Supplied data -
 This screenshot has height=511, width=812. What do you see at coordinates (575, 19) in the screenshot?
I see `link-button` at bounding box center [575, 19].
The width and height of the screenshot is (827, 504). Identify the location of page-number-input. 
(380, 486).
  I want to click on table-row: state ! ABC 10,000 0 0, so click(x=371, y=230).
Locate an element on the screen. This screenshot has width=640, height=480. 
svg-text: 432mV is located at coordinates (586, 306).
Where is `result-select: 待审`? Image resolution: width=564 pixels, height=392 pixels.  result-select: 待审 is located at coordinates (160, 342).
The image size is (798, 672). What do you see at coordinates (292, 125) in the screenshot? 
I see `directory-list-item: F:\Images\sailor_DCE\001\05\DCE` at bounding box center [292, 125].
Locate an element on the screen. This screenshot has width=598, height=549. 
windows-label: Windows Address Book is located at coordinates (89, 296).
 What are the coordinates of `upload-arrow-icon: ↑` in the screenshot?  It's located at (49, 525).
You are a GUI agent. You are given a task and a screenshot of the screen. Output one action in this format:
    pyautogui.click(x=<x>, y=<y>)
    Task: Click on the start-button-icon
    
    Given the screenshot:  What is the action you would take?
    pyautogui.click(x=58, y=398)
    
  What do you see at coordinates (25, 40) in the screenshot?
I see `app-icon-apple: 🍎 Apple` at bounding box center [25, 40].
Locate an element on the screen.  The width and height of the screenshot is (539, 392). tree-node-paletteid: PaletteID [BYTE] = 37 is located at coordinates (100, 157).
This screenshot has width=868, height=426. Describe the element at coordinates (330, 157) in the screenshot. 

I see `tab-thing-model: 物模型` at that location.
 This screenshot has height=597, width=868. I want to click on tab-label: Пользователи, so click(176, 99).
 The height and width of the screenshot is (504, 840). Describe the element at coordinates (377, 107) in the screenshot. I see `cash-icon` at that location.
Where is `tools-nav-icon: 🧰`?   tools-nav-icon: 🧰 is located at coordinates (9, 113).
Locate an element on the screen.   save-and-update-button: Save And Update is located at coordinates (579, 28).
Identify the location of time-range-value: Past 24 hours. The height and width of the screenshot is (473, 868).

What needs to be done - Search the data and copy each line containing "Where".

Result below -
Where is `result-select: 待审`? Image resolution: width=564 pixels, height=392 pixels.  result-select: 待审 is located at coordinates (160, 342).
Where is `tools-nav-icon: 🧰`?   tools-nav-icon: 🧰 is located at coordinates (9, 113).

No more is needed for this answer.